The State’s Limited Role in Reconstruction and Its Submission to the Discourse of Inaction

Amid Lebanon’s worsening reconstruction crisis, a dominant discourse has emerged that justifies government paralysis through claims of fiscal incapacity, institutional decay, and a weakened banking sector, urging a “realistic” acceptance of the situation. Yet, this logic, rooted in the notion of state incapacity, ultimately reflects a retreat from public responsibility and a withdrawal from the state’s essential role. Today’s circumstances require a different approach, one that recognizes that accountability does not depend solely on financial resources but on the state’s ability to take initiative, provide direction, and adopt a clear stance. Strengthening official and military presence, particularly in the southern and border areas, is key to reasserting state responsibility in reconstruction.

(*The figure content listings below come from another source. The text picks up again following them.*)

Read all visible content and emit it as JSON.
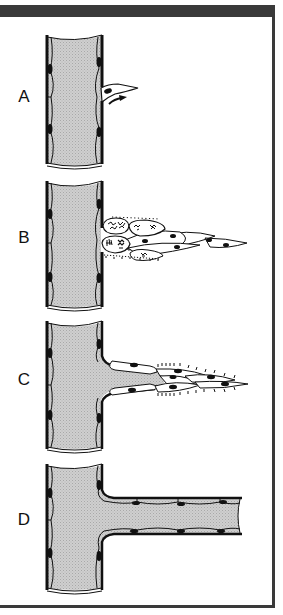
{
  "figure": {
    "colors": {
      "frame": "#3a3a3a",
      "lumen": "#c8c8c8",
      "outline": "#111111",
      "background": "#ffffff"
    },
    "panels": [
      {
        "label": "A",
        "description": "Parent vessel with single endothelial cell beginning to migrate out (arrow)"
      },
      {
        "label": "B",
        "description": "Proliferating and migrating endothelial cells forming a sprout"
      },
      {
        "label": "C",
        "description": "Sprout with lumen forming, tip cells with filopodia"
      },
      {
        "label": "D",
        "description": "Mature lumenized branch vessel lined by endothelial cells"
      }
    ]
  }
}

In this context, it is crucial to look at how reconstruction efforts have progressed on the ground. Building on Public Works Studio’s monitoring of recovery efforts following the Israeli war on Lebanon, launched after the November 27, 2024 ceasefire, this article reviews key developments in reconstruction policies between July 15 and November 5, 2025.

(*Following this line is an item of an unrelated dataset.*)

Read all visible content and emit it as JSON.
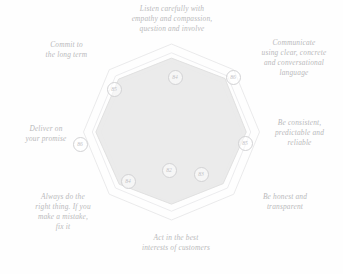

After months of stagnation and a slow start to recovery, limited funds have begun to flow, mostly as small-scale loans covering only part of the actual needs. Nearly a year after the ceasefire, official action has amounted to a partial law passed in June 2025 granting exemptions to affected residents, without establishing a comprehensive recovery framework. While scattered initiatives have emerged across ministries, a national recovery strategy only recently took shape. Developed by the ministerial committee, it focuses on three tracks: displacement and housing, reconstruction, and socio-economic development, with an initial allocation of $500 million. Yet the strategy remains short-term, donor-dependent, and excludes environmental recovery and border village reconstruction, while sidelining affected communities from decision-making. In the absence of coordination and amid weak local financing, state efforts remain fragmented and delayed, exposing the lack of a coherent, long-term vision for reconstruction.